A Philanthropist Drills Down to Discover Why Programs Work

PHILANTHROPISTS have poured millions of dollars into improving education in the United States — paying for new buildings, buying new computers and even creating new charter schools.

Susan Crown, a member of the billionaire Crown family of Chicago, is trying something different. Two years ago, she began working with organizations that seek to foster character traits like grit, empathy and perseverance, which studies show can be determinants of future success.

But financing organizations that focus on social and emotional learning programs for disadvantaged children was just part of the effort. Ms. Crown said she also wanted to go deeper into understanding why some organizations succeeded so well.

“This is my second chapter of foundation life,” Ms. Crown said. “It’s the exact opposite of my first chapter, which was widespread, very regional, not terribly strategic. There were a million moving pieces. This is a very focused, intentional, high-risk program.”

After examining hundreds of applications, she picked eight organizations to support and study as part of what she called the Susan Crown Exchange.

The organizations each received $100,000. In return, she asked them to gather three times over the two-year period of the grant to dissect what they were doing and why it had proved successful. Her goal was to find the secret sauce and reveal it to other organizations trying to do similar work.

The organizations selected for the program do not offer typical after-school programs. One brings teenagers together to create, write, produce and act in musicals with themes like sexual abuse, bullying and urban violence. Another teaches inner-city students how to build wooden boats.

Yet these programs seemed to be improving the lives of the small number of participants they served. How were they doing it, and could it be replicated?

Yamir Jackson-Adens, 18, began going to the Philadelphia Wooden Boat Factory in eighth grade. Living in a poor section in the northeast part of the city, he said he had been bullied in elementary school, and he was still shy. The boat program intrigued him, even though he knew no one who owned a boat.

“In boat building, you learn stuff,” Mr. Jackson-Adens said. “You’re free to move. You don’t have a whole lot of restrictions. It’s more of a trial-and-error kind of thing. You learn from those mistakes. In school, if you fail, you’ve failed.”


Your objective
Across the entries below, how many lines include the word "shape"? Reply with only the number.

Extracted records:
------------

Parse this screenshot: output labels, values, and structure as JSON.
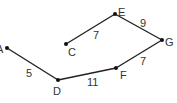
{
  "diagram": {
    "type": "weighted-path-graph",
    "nodes": [
      {
        "id": "A",
        "label": "A",
        "x": 7,
        "y": 48
      },
      {
        "id": "D",
        "label": "D",
        "x": 58,
        "y": 80
      },
      {
        "id": "F",
        "label": "F",
        "x": 116,
        "y": 68
      },
      {
        "id": "G",
        "label": "G",
        "x": 162,
        "y": 40
      },
      {
        "id": "E",
        "label": "E",
        "x": 115,
        "y": 14
      },
      {
        "id": "C",
        "label": "C",
        "x": 66,
        "y": 44
      }
    ],
    "edges": [
      {
        "from": "A",
        "to": "D",
        "weight": "5"
      },
      {
        "from": "D",
        "to": "F",
        "weight": "11"
      },
      {
        "from": "F",
        "to": "G",
        "weight": "7"
      },
      {
        "from": "G",
        "to": "E",
        "weight": "9"
      },
      {
        "from": "E",
        "to": "C",
        "weight": "7"
      }
    ]
  }
}
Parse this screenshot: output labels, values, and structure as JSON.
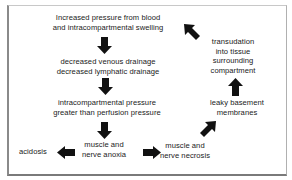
{
  "diagram": {
    "title": "",
    "nodes": {
      "increased_pressure": {
        "lines": [
          "Increased pressure from blood",
          "and intracompartmental swelling"
        ]
      },
      "decreased_drainage": {
        "lines": [
          "decreased venous drainage",
          "decreased lymphatic drainage"
        ]
      },
      "intracompartmental_pressure": {
        "lines": [
          "intracompartmental pressure",
          "greater than perfusion pressure"
        ]
      },
      "anoxia": {
        "lines": [
          "muscle and",
          "nerve anoxia"
        ]
      },
      "acidosis": {
        "lines": [
          "acidosis"
        ]
      },
      "necrosis": {
        "lines": [
          "muscle and",
          "nerve necrosis"
        ]
      },
      "leaky_membranes": {
        "lines": [
          "leaky basement",
          "membranes"
        ]
      },
      "transudation": {
        "lines": [
          "transudation",
          "into tissue",
          "surrounding",
          "compartment"
        ]
      }
    },
    "edges": [
      {
        "from": "increased_pressure",
        "to": "decreased_drainage",
        "direction": "down"
      },
      {
        "from": "decreased_drainage",
        "to": "intracompartmental_pressure",
        "direction": "down"
      },
      {
        "from": "intracompartmental_pressure",
        "to": "anoxia",
        "direction": "down"
      },
      {
        "from": "anoxia",
        "to": "acidosis",
        "direction": "left"
      },
      {
        "from": "anoxia",
        "to": "necrosis",
        "direction": "right"
      },
      {
        "from": "necrosis",
        "to": "leaky_membranes",
        "direction": "up-right"
      },
      {
        "from": "leaky_membranes",
        "to": "transudation",
        "direction": "up"
      },
      {
        "from": "transudation",
        "to": "increased_pressure",
        "direction": "up-left"
      }
    ],
    "colors": {
      "arrow": "#111111",
      "text": "#1a1a1a",
      "frame": "#8a8a8a",
      "background": "#ffffff"
    }
  }
}
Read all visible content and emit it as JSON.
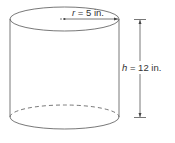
{
  "figure": {
    "shape": "cylinder",
    "radius_label": {
      "variable": "r",
      "equals": " = 5 in."
    },
    "height_label": {
      "variable": "h",
      "equals": " = 12 in."
    },
    "colors": {
      "stroke": "#555555",
      "text": "#333333",
      "background": "#ffffff"
    }
  }
}
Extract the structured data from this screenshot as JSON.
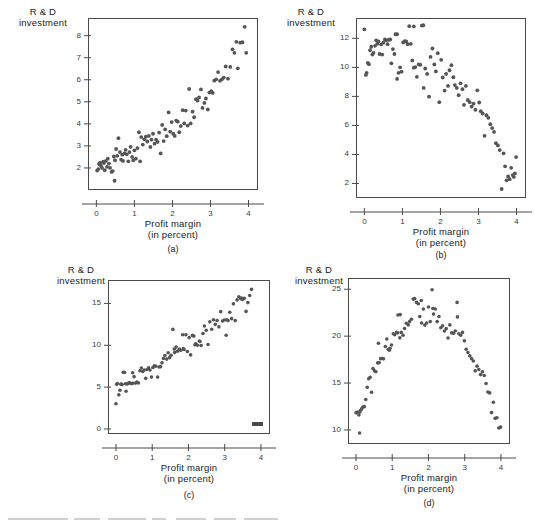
{
  "figure": {
    "ylabel": "R & D\ninvestment",
    "xlabel": "Profit margin\n(in percent)",
    "dot_color": "#555555",
    "axis_color": "#4a4a4a"
  },
  "chart_data": [
    {
      "id": "a",
      "type": "scatter",
      "caption": "(a)",
      "title": "",
      "xlabel": "Profit margin (in percent)",
      "ylabel": "R & D investment",
      "xlim": [
        -0.22,
        4.25
      ],
      "ylim": [
        1.0,
        8.8
      ],
      "xticks": [
        0,
        1,
        2,
        3,
        4
      ],
      "yticks": [
        2,
        3,
        4,
        5,
        6,
        7,
        8
      ],
      "xticklabels": [
        "0",
        "1",
        "2",
        "3",
        "4"
      ],
      "yticklabels": [
        "2",
        "3",
        "4",
        "5",
        "6",
        "7",
        "8"
      ],
      "grid": false,
      "legend": null,
      "relationship": "positive linear",
      "x": [
        0.02,
        0.05,
        0.07,
        0.1,
        0.12,
        0.15,
        0.18,
        0.2,
        0.22,
        0.25,
        0.28,
        0.3,
        0.33,
        0.36,
        0.4,
        0.43,
        0.46,
        0.49,
        0.52,
        0.55,
        0.58,
        0.62,
        0.65,
        0.68,
        0.7,
        0.74,
        0.77,
        0.8,
        0.84,
        0.87,
        0.9,
        0.94,
        0.97,
        1.0,
        1.04,
        1.08,
        1.12,
        1.15,
        1.18,
        1.22,
        1.26,
        1.3,
        1.34,
        1.38,
        1.42,
        1.45,
        1.49,
        1.53,
        1.57,
        1.61,
        1.65,
        1.69,
        1.73,
        1.77,
        1.81,
        1.85,
        1.9,
        1.94,
        1.98,
        2.02,
        2.06,
        2.1,
        2.14,
        2.18,
        2.22,
        2.27,
        2.31,
        2.35,
        2.4,
        2.44,
        2.48,
        2.53,
        2.57,
        2.62,
        2.66,
        2.7,
        2.75,
        2.79,
        2.84,
        2.88,
        2.93,
        2.97,
        3.02,
        3.06,
        3.1,
        3.15,
        3.2,
        3.25,
        3.3,
        3.35,
        3.4,
        3.46,
        3.52,
        3.58,
        3.63,
        3.68,
        3.72,
        3.78,
        3.84,
        3.9,
        3.94,
        0.48
      ],
      "y": [
        1.88,
        1.95,
        2.18,
        2.24,
        2.1,
        2.0,
        2.28,
        2.22,
        1.9,
        2.32,
        2.05,
        2.42,
        2.2,
        2.0,
        1.82,
        1.86,
        2.52,
        2.35,
        2.86,
        2.55,
        3.35,
        2.72,
        2.38,
        2.6,
        2.32,
        2.66,
        2.82,
        2.62,
        2.3,
        2.72,
        2.96,
        2.5,
        2.35,
        2.8,
        2.42,
        2.9,
        3.62,
        2.3,
        3.4,
        3.06,
        3.3,
        3.42,
        3.2,
        3.45,
        2.95,
        3.28,
        3.55,
        3.1,
        3.28,
        3.18,
        3.6,
        2.66,
        3.95,
        3.22,
        3.75,
        3.44,
        4.52,
        3.65,
        4.08,
        3.55,
        3.45,
        4.15,
        4.1,
        3.62,
        3.9,
        4.62,
        4.02,
        4.6,
        3.92,
        5.58,
        4.02,
        4.55,
        4.3,
        5.12,
        5.05,
        5.2,
        5.56,
        4.72,
        4.95,
        5.15,
        4.65,
        5.42,
        5.48,
        5.4,
        5.96,
        6.02,
        6.35,
        5.95,
        6.02,
        6.1,
        6.6,
        6.05,
        6.58,
        7.38,
        7.22,
        7.72,
        6.52,
        7.68,
        7.7,
        8.4,
        7.22,
        1.42
      ]
    },
    {
      "id": "b",
      "type": "scatter",
      "caption": "(b)",
      "title": "",
      "xlabel": "Profit margin (in percent)",
      "ylabel": "R & D investment",
      "xlim": [
        -0.22,
        4.25
      ],
      "ylim": [
        1.0,
        13.4
      ],
      "xticks": [
        0,
        1,
        2,
        3,
        4
      ],
      "yticks": [
        2,
        4,
        6,
        8,
        10,
        12
      ],
      "xticklabels": [
        "0",
        "1",
        "2",
        "3",
        "4"
      ],
      "yticklabels": [
        "2",
        "4",
        "6",
        "8",
        "10",
        "12"
      ],
      "grid": false,
      "legend": null,
      "relationship": "negative curvilinear (concave down, steep decline at high x)",
      "x": [
        0.0,
        0.04,
        0.06,
        0.09,
        0.12,
        0.15,
        0.18,
        0.21,
        0.24,
        0.28,
        0.31,
        0.34,
        0.37,
        0.4,
        0.44,
        0.47,
        0.5,
        0.54,
        0.57,
        0.61,
        0.64,
        0.68,
        0.71,
        0.75,
        0.79,
        0.82,
        0.86,
        0.9,
        0.94,
        0.98,
        1.02,
        1.06,
        1.1,
        1.14,
        1.18,
        1.22,
        1.26,
        1.3,
        1.34,
        1.38,
        1.43,
        1.47,
        1.51,
        1.56,
        1.6,
        1.65,
        1.7,
        1.74,
        1.79,
        1.84,
        1.88,
        1.93,
        1.97,
        2.02,
        2.06,
        2.11,
        2.15,
        2.2,
        2.24,
        2.29,
        2.34,
        2.38,
        2.43,
        2.48,
        2.53,
        2.58,
        2.62,
        2.67,
        2.72,
        2.77,
        2.82,
        2.87,
        2.92,
        2.97,
        3.02,
        3.06,
        3.11,
        3.16,
        3.21,
        3.26,
        3.31,
        3.36,
        3.41,
        3.46,
        3.51,
        3.56,
        3.61,
        3.66,
        3.7,
        3.74,
        3.78,
        3.82,
        3.86,
        3.9,
        3.93,
        3.96,
        3.99,
        1.55,
        1.3,
        0.86
      ],
      "y": [
        12.62,
        9.48,
        9.62,
        10.3,
        10.22,
        11.18,
        11.42,
        10.88,
        11.0,
        11.48,
        11.86,
        11.62,
        11.78,
        10.92,
        11.58,
        10.88,
        11.7,
        11.92,
        11.86,
        11.6,
        11.9,
        11.92,
        10.28,
        11.26,
        10.92,
        12.28,
        9.2,
        9.62,
        10.0,
        9.7,
        11.72,
        11.8,
        11.78,
        11.6,
        12.84,
        11.62,
        10.48,
        9.98,
        10.02,
        9.35,
        10.2,
        10.18,
        12.88,
        8.58,
        9.92,
        9.55,
        7.98,
        10.72,
        11.3,
        10.2,
        9.72,
        10.98,
        7.6,
        10.52,
        9.3,
        8.4,
        9.55,
        8.72,
        9.8,
        10.15,
        9.32,
        8.78,
        8.58,
        8.08,
        8.9,
        8.5,
        7.42,
        8.72,
        7.75,
        7.6,
        7.3,
        7.5,
        7.08,
        8.42,
        7.58,
        6.98,
        6.82,
        5.28,
        6.7,
        6.52,
        6.08,
        5.82,
        5.55,
        4.78,
        4.62,
        4.3,
        1.62,
        4.08,
        3.18,
        2.22,
        2.48,
        2.3,
        3.08,
        2.58,
        2.45,
        2.7,
        3.82,
        12.9,
        12.82,
        12.28
      ]
    },
    {
      "id": "c",
      "type": "scatter",
      "caption": "(c)",
      "title": "",
      "xlabel": "Profit margin (in percent)",
      "ylabel": "R & D investment",
      "xlim": [
        -0.22,
        4.25
      ],
      "ylim": [
        -0.6,
        17.8
      ],
      "xticks": [
        0,
        1,
        2,
        3,
        4
      ],
      "yticks": [
        0,
        5,
        10,
        15
      ],
      "xticklabels": [
        "0",
        "1",
        "2",
        "3",
        "4"
      ],
      "yticklabels": [
        "0",
        "5",
        "10",
        "15"
      ],
      "grid": false,
      "legend": null,
      "relationship": "positive linear with increasing spread",
      "annotation_mark": {
        "x": 3.62,
        "y": 0.18,
        "shape": "small dark rectangle"
      },
      "x": [
        0.0,
        0.04,
        0.08,
        0.11,
        0.14,
        0.17,
        0.2,
        0.24,
        0.28,
        0.31,
        0.35,
        0.38,
        0.42,
        0.46,
        0.5,
        0.54,
        0.58,
        0.62,
        0.66,
        0.7,
        0.74,
        0.78,
        0.82,
        0.86,
        0.9,
        0.94,
        0.98,
        1.02,
        1.06,
        1.1,
        1.15,
        1.19,
        1.23,
        1.27,
        1.31,
        1.35,
        1.4,
        1.44,
        1.48,
        1.52,
        1.57,
        1.61,
        1.66,
        1.7,
        1.75,
        1.79,
        1.84,
        1.88,
        1.93,
        1.97,
        2.02,
        2.06,
        2.11,
        2.15,
        2.2,
        2.25,
        2.3,
        2.35,
        2.4,
        2.44,
        2.49,
        2.54,
        2.59,
        2.64,
        2.69,
        2.74,
        2.79,
        2.84,
        2.89,
        2.94,
        2.99,
        3.04,
        3.09,
        3.14,
        3.19,
        3.24,
        3.29,
        3.34,
        3.39,
        3.44,
        3.49,
        3.54,
        3.59,
        3.64,
        3.69,
        3.74,
        0.02,
        0.14,
        0.26,
        0.46,
        1.62,
        1.86,
        2.18,
        2.32,
        3.06,
        3.46
      ],
      "y": [
        3.02,
        5.42,
        4.08,
        4.62,
        5.38,
        5.3,
        6.78,
        6.75,
        4.5,
        5.38,
        5.48,
        5.52,
        5.42,
        6.72,
        6.25,
        5.48,
        5.6,
        5.5,
        6.95,
        7.28,
        6.88,
        7.05,
        6.05,
        7.1,
        7.32,
        7.05,
        6.2,
        7.35,
        7.55,
        7.5,
        6.2,
        7.4,
        7.45,
        7.9,
        8.42,
        8.78,
        8.35,
        9.1,
        8.52,
        8.8,
        11.9,
        9.55,
        9.8,
        9.3,
        9.55,
        9.4,
        11.25,
        9.5,
        11.25,
        9.25,
        10.92,
        8.85,
        11.18,
        11.1,
        10.18,
        10.0,
        10.52,
        9.98,
        11.4,
        12.3,
        11.8,
        10.1,
        12.8,
        11.92,
        13.05,
        12.5,
        12.95,
        12.2,
        14.02,
        12.9,
        13.02,
        11.2,
        12.95,
        13.95,
        13.18,
        14.95,
        12.95,
        15.42,
        15.8,
        15.58,
        15.48,
        15.62,
        14.05,
        15.1,
        15.95,
        16.68,
        5.35,
        5.35,
        5.4,
        5.45,
        9.15,
        9.6,
        10.05,
        10.45,
        13.05,
        15.65
      ]
    },
    {
      "id": "d",
      "type": "scatter",
      "caption": "(d)",
      "title": "",
      "xlabel": "Profit margin (in percent)",
      "ylabel": "R & D investment",
      "xlim": [
        -0.22,
        4.25
      ],
      "ylim": [
        8.5,
        26.2
      ],
      "xticks": [
        0,
        1,
        2,
        3,
        4
      ],
      "yticks": [
        10,
        15,
        20,
        25
      ],
      "xticklabels": [
        "0",
        "1",
        "2",
        "3",
        "4"
      ],
      "yticklabels": [
        "10",
        "15",
        "20",
        "25"
      ],
      "grid": false,
      "legend": null,
      "relationship": "inverted-U (quadratic, peak near x = 2)",
      "x": [
        0.0,
        0.04,
        0.08,
        0.1,
        0.13,
        0.16,
        0.19,
        0.23,
        0.27,
        0.31,
        0.35,
        0.39,
        0.43,
        0.47,
        0.51,
        0.55,
        0.6,
        0.64,
        0.68,
        0.72,
        0.76,
        0.81,
        0.85,
        0.89,
        0.94,
        0.98,
        1.03,
        1.07,
        1.12,
        1.16,
        1.21,
        1.25,
        1.3,
        1.34,
        1.39,
        1.44,
        1.48,
        1.53,
        1.58,
        1.62,
        1.67,
        1.72,
        1.76,
        1.81,
        1.86,
        1.9,
        1.95,
        2.0,
        2.05,
        2.1,
        2.14,
        2.19,
        2.24,
        2.29,
        2.34,
        2.39,
        2.44,
        2.49,
        2.54,
        2.59,
        2.64,
        2.69,
        2.74,
        2.79,
        2.84,
        2.89,
        2.94,
        2.99,
        3.04,
        3.09,
        3.14,
        3.19,
        3.24,
        3.29,
        3.34,
        3.39,
        3.44,
        3.49,
        3.54,
        3.59,
        3.64,
        3.69,
        3.74,
        3.79,
        3.84,
        3.89,
        3.94,
        3.99,
        0.1,
        1.22,
        1.8,
        2.12,
        2.8,
        0.62,
        0.92,
        1.15
      ],
      "y": [
        11.82,
        11.9,
        11.6,
        9.68,
        12.1,
        12.28,
        12.45,
        12.48,
        13.25,
        14.55,
        15.45,
        15.62,
        14.02,
        16.55,
        16.3,
        16.2,
        17.15,
        17.18,
        17.6,
        17.62,
        17.58,
        18.9,
        19.7,
        18.6,
        18.7,
        19.05,
        20.25,
        20.15,
        20.4,
        22.25,
        19.82,
        20.4,
        20.1,
        20.82,
        21.38,
        21.2,
        21.55,
        21.8,
        23.95,
        24.0,
        23.6,
        23.45,
        22.1,
        21.4,
        22.9,
        21.18,
        21.4,
        23.1,
        21.55,
        24.95,
        22.35,
        22.9,
        21.55,
        22.1,
        20.9,
        21.1,
        20.55,
        20.8,
        19.8,
        21.2,
        20.35,
        20.3,
        20.55,
        23.6,
        20.25,
        20.1,
        20.4,
        19.5,
        18.6,
        18.25,
        17.9,
        17.6,
        17.35,
        16.3,
        16.8,
        16.45,
        15.9,
        16.2,
        15.8,
        14.95,
        14.05,
        13.95,
        11.85,
        12.95,
        11.25,
        11.3,
        10.2,
        10.3,
        11.88,
        22.3,
        23.8,
        22.95,
        22.05,
        19.25,
        18.5,
        20.35
      ]
    }
  ]
}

------------

Result
2